Arnold Schwarzenegger flexes muscles to defend climate-change law | Environment | The Guardian
It was his signature line from his days as an action hero: "I'll be back." Now Arnold Schwarzenegger's fight to protect his climate legacy is fuelling speculation that he is seeking a role as environmental defender on a bigger stage.
With just a week to go until Californians choose his successor as governor, Schwarzenegger has hurled himself into the campaign against the Proposition 23 ballot initiative brought by Texas oil refiners and the billionaire Koch brothers that would effectively kill off his climate change law, which requires 25% cuts in emissions levels by 2020.
He has called oil company executives and eco-entrepreneurs, visited investment bankers and held a fundraising event at his home, helping to build a huge cash advantage for the climate campaigners over the oil firms. He has lobbied Hollywood directors and used a Tweetcast to urge his 1.8 million followers to vote down the measure.
In so doing he has cast himself as a new kind of action man – Eco-defender – claiming that a defeat for Proposition 23 could finally put some steel in Washington's spine to act on climate. We need to go to Washington and say, 'Look what happened: because the oil companies spent money against you and threatened you, you backed off on energy policy and environmental policy'," he told ABC television. "What wimps! No guts!" During the Tweetcast, Schwarzenegger said: "Prop 23 is funded by Texan oil companies. And … they … happen to be the biggest polluters in California."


Work required
Only the images get left out; everything else in the records is to be transcribed exactly.

Input
* * *
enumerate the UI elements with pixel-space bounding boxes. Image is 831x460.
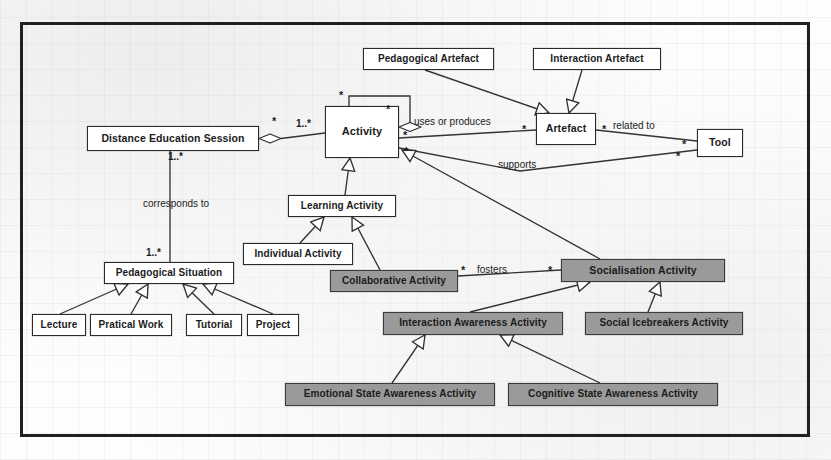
edge-collaborative-socialisation-fosters [458,270,561,276]
node-socialisation-activity[interactable]: Socialisation Activity [561,259,725,282]
node-individual-activity[interactable]: Individual Activity [243,243,353,265]
node-artefact[interactable]: Artefact [536,113,596,145]
edge-pedagogical-artefact-generalization [425,70,549,113]
edge-label-fosters: fosters [477,265,507,275]
edge-interaction-awareness-generalization [470,282,590,312]
node-label: Socialisation Activity [589,265,696,276]
multiplicity-artefact-related: * [602,124,606,135]
node-label: Lecture [41,320,78,331]
node-label: Emotional State Awareness Activity [304,389,477,400]
node-label: Interaction Awareness Activity [399,318,547,329]
edge-label-related-to: related to [613,121,655,131]
node-label: Pedagogical Artefact [378,54,479,65]
node-label: Social Icebreakers Activity [599,318,728,329]
edge-tutorial-generalization [183,284,214,314]
multiplicity-activity-self-top: * [339,90,343,101]
edge-label-supports: supports [498,160,536,170]
edge-activity-artefact-uses [399,130,536,138]
node-label: Activity [342,126,383,138]
node-social-icebreakers-activity[interactable]: Social Icebreakers Activity [585,312,743,335]
node-label: Collaborative Activity [342,276,446,287]
edge-interaction-artefact-generalization [569,70,582,113]
edge-tool-activity-supports [399,148,697,171]
node-collaborative-activity[interactable]: Collaborative Activity [330,270,458,292]
edge-des-activity [281,133,325,139]
node-interaction-artefact[interactable]: Interaction Artefact [533,48,661,70]
node-label: Distance Education Session [101,133,244,144]
edge-social-icebreakers-generalization [648,282,660,312]
node-label: Cognitive State Awareness Activity [528,389,698,400]
edge-project-generalization [203,284,273,314]
edge-individual-activity-generalization [300,217,324,243]
diagram-page: Distance Education Session Activity Peda… [0,0,831,460]
edge-label-corresponds-to: corresponds to [143,199,209,209]
multiplicity-des-activity-right: 1..* [296,119,311,129]
edge-pratical-work-generalization [131,284,148,314]
edge-lecture-generalization [60,284,128,314]
node-label: Tool [709,137,731,148]
node-label: Artefact [546,123,586,134]
node-learning-activity[interactable]: Learning Activity [288,195,396,217]
node-label: Interaction Artefact [550,54,643,65]
node-label: Project [256,320,291,331]
multiplicity-tool-supports: * [676,151,680,162]
node-interaction-awareness-activity[interactable]: Interaction Awareness Activity [383,312,563,335]
multiplicity-activity-self-right: * [386,104,390,115]
node-label: Pratical Work [98,320,163,331]
node-lecture[interactable]: Lecture [32,314,86,336]
node-label: Learning Activity [301,201,383,212]
node-project[interactable]: Project [247,314,299,336]
multiplicity-des-pedagogical-top: 1..* [168,152,183,162]
node-pedagogical-situation[interactable]: Pedagogical Situation [104,262,234,284]
multiplicity-artefact-uses: * [522,124,526,135]
multiplicity-des-activity-left: * [272,116,276,127]
diagram-canvas: Distance Education Session Activity Peda… [0,0,831,460]
edge-learning-activity-generalization [345,158,350,195]
node-label: Individual Activity [254,249,341,260]
multiplicity-activity-supports: * [404,146,408,157]
node-distance-education-session[interactable]: Distance Education Session [87,126,259,151]
edge-collaborative-activity-generalization [352,217,380,270]
node-label: Tutorial [196,320,233,331]
node-cognitive-state-awareness-activity[interactable]: Cognitive State Awareness Activity [508,383,718,406]
aggregation-diamond-des-activity [259,134,281,143]
multiplicity-collaborative-fosters: * [461,265,465,276]
node-emotional-state-awareness-activity[interactable]: Emotional State Awareness Activity [285,383,495,406]
multiplicity-socialisation-fosters: * [548,265,552,276]
node-tutorial[interactable]: Tutorial [186,314,242,336]
multiplicity-activity-uses: * [403,130,407,141]
node-pedagogical-artefact[interactable]: Pedagogical Artefact [363,48,494,70]
multiplicity-tool-related: * [682,139,686,150]
node-label: Pedagogical Situation [116,268,223,279]
multiplicity-des-pedagogical-bottom: 1..* [146,248,161,258]
edge-emotional-state-generalization [392,335,425,383]
node-tool[interactable]: Tool [697,129,743,157]
edge-cognitive-state-generalization [500,335,600,383]
node-pratical-work[interactable]: Pratical Work [90,314,172,336]
edge-label-uses-or-produces: uses or produces [414,117,491,127]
* * *
Response
enumerate the UI elements with pixel-space bounding boxes. Image is 831x460.
edge-collaborative-socialisation-fosters [458,270,561,276]
node-socialisation-activity[interactable]: Socialisation Activity [561,259,725,282]
node-individual-activity[interactable]: Individual Activity [243,243,353,265]
node-artefact[interactable]: Artefact [536,113,596,145]
edge-pedagogical-artefact-generalization [425,70,549,113]
edge-label-fosters: fosters [477,265,507,275]
edge-interaction-awareness-generalization [470,282,590,312]
node-label: Socialisation Activity [589,265,696,276]
multiplicity-artefact-related: * [602,124,606,135]
node-label: Lecture [41,320,78,331]
node-label: Emotional State Awareness Activity [304,389,477,400]
node-label: Interaction Awareness Activity [399,318,547,329]
edge-label-related-to: related to [613,121,655,131]
node-label: Pedagogical Artefact [378,54,479,65]
node-label: Social Icebreakers Activity [599,318,728,329]
edge-tutorial-generalization [183,284,214,314]
multiplicity-activity-self-top: * [339,90,343,101]
edge-label-supports: supports [498,160,536,170]
edge-activity-artefact-uses [399,130,536,138]
node-label: Activity [342,126,383,138]
node-social-icebreakers-activity[interactable]: Social Icebreakers Activity [585,312,743,335]
node-label: Collaborative Activity [342,276,446,287]
edge-interaction-artefact-generalization [569,70,582,113]
edge-tool-activity-supports [399,148,697,171]
node-collaborative-activity[interactable]: Collaborative Activity [330,270,458,292]
edge-des-activity [281,133,325,139]
node-interaction-artefact[interactable]: Interaction Artefact [533,48,661,70]
node-label: Distance Education Session [101,133,244,144]
edge-social-icebreakers-generalization [648,282,660,312]
node-label: Cognitive State Awareness Activity [528,389,698,400]
edge-project-generalization [203,284,273,314]
edge-individual-activity-generalization [300,217,324,243]
diagram-page: Distance Education Session Activity Peda… [0,0,831,460]
edge-label-corresponds-to: corresponds to [143,199,209,209]
multiplicity-des-activity-right: 1..* [296,119,311,129]
edge-pratical-work-generalization [131,284,148,314]
edge-lecture-generalization [60,284,128,314]
node-label: Tool [709,137,731,148]
node-label: Artefact [546,123,586,134]
node-learning-activity[interactable]: Learning Activity [288,195,396,217]
node-label: Interaction Artefact [550,54,643,65]
node-label: Project [256,320,291,331]
multiplicity-tool-supports: * [676,151,680,162]
node-interaction-awareness-activity[interactable]: Interaction Awareness Activity [383,312,563,335]
multiplicity-activity-self-right: * [386,104,390,115]
node-label: Pratical Work [98,320,163,331]
node-lecture[interactable]: Lecture [32,314,86,336]
node-label: Learning Activity [301,201,383,212]
node-project[interactable]: Project [247,314,299,336]
multiplicity-des-pedagogical-top: 1..* [168,152,183,162]
node-pedagogical-situation[interactable]: Pedagogical Situation [104,262,234,284]
multiplicity-artefact-uses: * [522,124,526,135]
multiplicity-des-activity-left: * [272,116,276,127]
diagram-canvas: Distance Education Session Activity Peda… [0,0,831,460]
edge-learning-activity-generalization [345,158,350,195]
node-label: Individual Activity [254,249,341,260]
multiplicity-activity-supports: * [404,146,408,157]
node-distance-education-session[interactable]: Distance Education Session [87,126,259,151]
edge-collaborative-activity-generalization [352,217,380,270]
node-label: Tutorial [196,320,233,331]
node-cognitive-state-awareness-activity[interactable]: Cognitive State Awareness Activity [508,383,718,406]
aggregation-diamond-des-activity [259,134,281,143]
multiplicity-collaborative-fosters: * [461,265,465,276]
node-emotional-state-awareness-activity[interactable]: Emotional State Awareness Activity [285,383,495,406]
multiplicity-socialisation-fosters: * [548,265,552,276]
node-tutorial[interactable]: Tutorial [186,314,242,336]
multiplicity-activity-uses: * [403,130,407,141]
node-pedagogical-artefact[interactable]: Pedagogical Artefact [363,48,494,70]
multiplicity-tool-related: * [682,139,686,150]
node-label: Pedagogical Situation [116,268,223,279]
multiplicity-des-pedagogical-bottom: 1..* [146,248,161,258]
edge-emotional-state-generalization [392,335,425,383]
node-tool[interactable]: Tool [697,129,743,157]
edge-cognitive-state-generalization [500,335,600,383]
node-pratical-work[interactable]: Pratical Work [90,314,172,336]
edge-label-uses-or-produces: uses or produces [414,117,491,127]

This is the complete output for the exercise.